Video Series/Episode 5
Episode 05Risk

Mapping NIST AI RMF to Your Existing Security Program

NIST AI RMF Bridge Guide

Video coming soon

Mapping NIST AI RMF to Your Existing Security Program

The NIST AI RMF is comprehensive but written for AI practitioners, not security leaders. CISOs reading it cannot quickly identify which requirements their existing programs already satisfy and which represent genuine gaps.

The NIST AI Risk Management Framework is 72 pages. Your security program already covers more of it than you think. I built the mapping table. Here’s exactly what you already have and what you need to add.

Architecture Diagrams

4-quadrant GOVERN/MAP/MEASURE/MANAGE mapping diagram
Gap analysis: existing coverage vs. required extensions
Implementation effort matrix (requirement vs. effort level)

Build Notes

  • Core GOVERN/MAP/MEASURE/MANAGE mapping tables with CISO program equivalents
  • GOVERN maps to security governance and risk appetite statements
  • MAP maps to threat modeling and asset inventory
  • MEASURE maps to vulnerability assessment and compliance testing

Lessons Learned

  • Mapping reveals that 60-70% of AI RMF requirements are already met by mature cybersecurity programs
  • The gaps cluster in three areas: AI-specific threat modeling, model lifecycle governance, and bias/fairness testing
  • The biggest effort is cultural, not technical — getting AI engineering teams to participate in security governance
  • Board communication templates are the highest-leverage output

Discussion

If you’ve looked at the NIST AI RMF, which function felt most familiar to your existing program? Which felt completely foreign?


_The task_:
If a record contains a picture, skip the picture and transcribe the rest exactly.

_Material supplied_:
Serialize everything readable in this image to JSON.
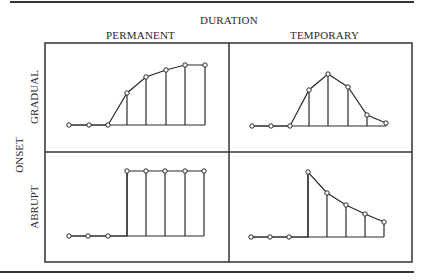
{
  "header": {
    "duration_label": "DURATION",
    "permanent_label": "PERMANENT",
    "temporary_label": "TEMPORARY"
  },
  "side": {
    "onset_label": "ONSET",
    "gradual_label": "GRADUAL",
    "abrupt_label": "ABRUPT"
  },
  "colors": {
    "line": "#2a2a2a",
    "background": "#ffffff"
  },
  "panels": [
    {
      "id": "gradual-permanent",
      "onset": "GRADUAL",
      "duration": "PERMANENT",
      "points": [
        [
          69,
          125
        ],
        [
          89,
          125
        ],
        [
          108,
          125
        ],
        [
          127,
          93
        ],
        [
          146,
          77
        ],
        [
          166,
          70
        ],
        [
          185,
          65
        ],
        [
          205,
          65
        ]
      ],
      "baseline": 125
    },
    {
      "id": "gradual-temporary",
      "onset": "GRADUAL",
      "duration": "TEMPORARY",
      "points": [
        [
          252,
          126
        ],
        [
          271,
          126
        ],
        [
          290,
          126
        ],
        [
          309,
          90
        ],
        [
          328,
          74
        ],
        [
          348,
          87
        ],
        [
          367,
          115
        ],
        [
          386,
          123
        ]
      ],
      "baseline": 126
    },
    {
      "id": "abrupt-permanent",
      "onset": "ABRUPT",
      "duration": "PERMANENT",
      "points": [
        [
          69,
          236
        ],
        [
          88,
          236
        ],
        [
          108,
          236
        ],
        [
          127,
          171
        ],
        [
          146,
          171
        ],
        [
          165,
          171
        ],
        [
          185,
          171
        ],
        [
          204,
          171
        ]
      ],
      "baseline": 236
    },
    {
      "id": "abrupt-temporary",
      "onset": "ABRUPT",
      "duration": "TEMPORARY",
      "points": [
        [
          251,
          237
        ],
        [
          270,
          237
        ],
        [
          289,
          237
        ],
        [
          308,
          172
        ],
        [
          327,
          193
        ],
        [
          346,
          205
        ],
        [
          365,
          214
        ],
        [
          384,
          222
        ]
      ],
      "baseline": 237
    }
  ]
}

_Answer area_:
Serialize everything readable in this image to JSON.
{
  "header": {
    "duration_label": "DURATION",
    "permanent_label": "PERMANENT",
    "temporary_label": "TEMPORARY"
  },
  "side": {
    "onset_label": "ONSET",
    "gradual_label": "GRADUAL",
    "abrupt_label": "ABRUPT"
  },
  "colors": {
    "line": "#2a2a2a",
    "background": "#ffffff"
  },
  "panels": [
    {
      "id": "gradual-permanent",
      "onset": "GRADUAL",
      "duration": "PERMANENT",
      "points": [
        [
          69,
          125
        ],
        [
          89,
          125
        ],
        [
          108,
          125
        ],
        [
          127,
          93
        ],
        [
          146,
          77
        ],
        [
          166,
          70
        ],
        [
          185,
          65
        ],
        [
          205,
          65
        ]
      ],
      "baseline": 125
    },
    {
      "id": "gradual-temporary",
      "onset": "GRADUAL",
      "duration": "TEMPORARY",
      "points": [
        [
          252,
          126
        ],
        [
          271,
          126
        ],
        [
          290,
          126
        ],
        [
          309,
          90
        ],
        [
          328,
          74
        ],
        [
          348,
          87
        ],
        [
          367,
          115
        ],
        [
          386,
          123
        ]
      ],
      "baseline": 126
    },
    {
      "id": "abrupt-permanent",
      "onset": "ABRUPT",
      "duration": "PERMANENT",
      "points": [
        [
          69,
          236
        ],
        [
          88,
          236
        ],
        [
          108,
          236
        ],
        [
          127,
          171
        ],
        [
          146,
          171
        ],
        [
          165,
          171
        ],
        [
          185,
          171
        ],
        [
          204,
          171
        ]
      ],
      "baseline": 236
    },
    {
      "id": "abrupt-temporary",
      "onset": "ABRUPT",
      "duration": "TEMPORARY",
      "points": [
        [
          251,
          237
        ],
        [
          270,
          237
        ],
        [
          289,
          237
        ],
        [
          308,
          172
        ],
        [
          327,
          193
        ],
        [
          346,
          205
        ],
        [
          365,
          214
        ],
        [
          384,
          222
        ]
      ],
      "baseline": 237
    }
  ]
}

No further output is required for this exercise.